Hypertension is a genetic condition—a quantum dilemma

The macrophage acknowledges various evolutionary hypotheses of hypertension indicating a genetic basis—is hypertension a maladaptive response of genes that were selected for salt retention when life moved from salt-rich oceans to salt-poor land? More recently, is the increased risk of salt-sensitive hypertension among African Americans related to enrichment of salt conserving gene variants amongst the survivors of the brutal transatlantic slave transports? [7, 8] Curiously, the maladaptive gene theory stumbles with data showing lower prevalence of hypertension among rural populations and in unacculturated societies like the Yanomami Indians [9]. Furthermore, migration of rural individuals to urban areas results in an increased incidence of hypertension [10]. All these point to an environmental cause. There were other inconsistencies: the peculiar cases of Gitelman Syndrome (affected individuals would crave salt but maintained low blood pressure despite high salt intake) and Glucocorticoid-remediable aldosteronism (high blood pressure paradoxically resolved with corticosteroid treatment) clearly show the role of genes with mutations identified in SLC12A1 gene for the former and a chimeric translocation between CYP11B1 and CYP11B2 genes for the latter [3]. The INTERSALT study [11] demonstrated a causal effect of sodium intake on blood pressure, but salt-sensitivity is a normally distributed phenotype implying multifactorial influences—both genetic and environmental.

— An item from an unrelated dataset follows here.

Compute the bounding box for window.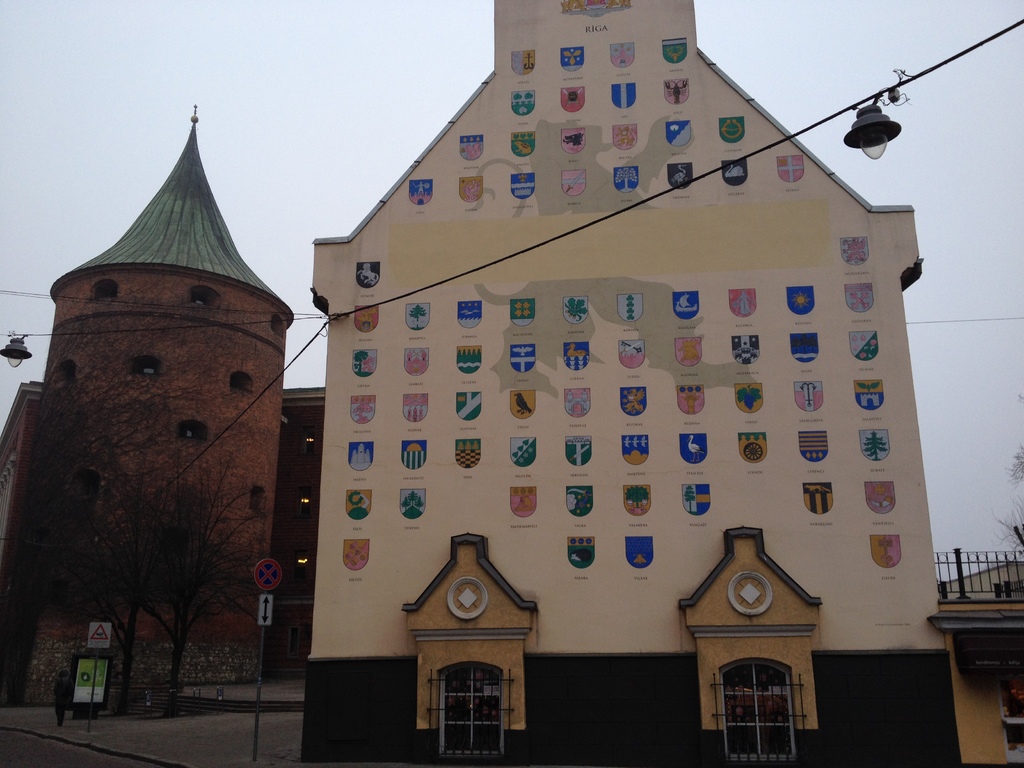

The fraction of population blood pressure variation explained by genetic variation is quantified as heritability and the estimated heritability of blood pressure is modest at around 15–40% for clinic blood pressure but higher for ambulatory blood pressure (50–69%) [12]. This formed the basis for the highly successful drive to discover the polygenic architecture of blood pressure and hypertension. The genomic era over the last 15 years, specifically through a plethora of genome wide association studies (GWAS) identified over 1500 single nucleotide polymorphisms (SNPs) associated with blood pressure and hypertension [12]. Yet it also carried a sense of disappointment as researchers struggled to translate genetic signals into clinical applications. All the GWAS SNPs together explained only approximately 27% of the estimated blood pressure heritability and 5.7% of the phenotypic variance of SBP [12]. Combining all the SNPs into a polygenic score to predict hypertension has not yet shown clinical utility. GWAS in general have shown potential to discover novel pathways, but clinical translation is challenging. The deflated expectations from GWAS for rapidly using genomics to understand and treat hypertension echoed the similar over-expectations following the first sequencing of the human genome in 2001 [13]. It dawns on the macrophage that the experimental data on blood pressure and hypertension seemed to suggest either an environmental or a genetic causal mechanism, depending on who conducted the studies, indicating a form of confirmation bias. ‘Perhaps, like quantum particles, hypertension exists in a state of causal superposition, where seemingly incongruous factors intertwine to shape its manifestation,’ it mused. The macrophage’s early criticism of the quantum physicist considerably waned, sympathising with the physicist likening the whirlwind of contradictory information to the complex interplay of subatomic particles (or waves) entangled in a quantum dance.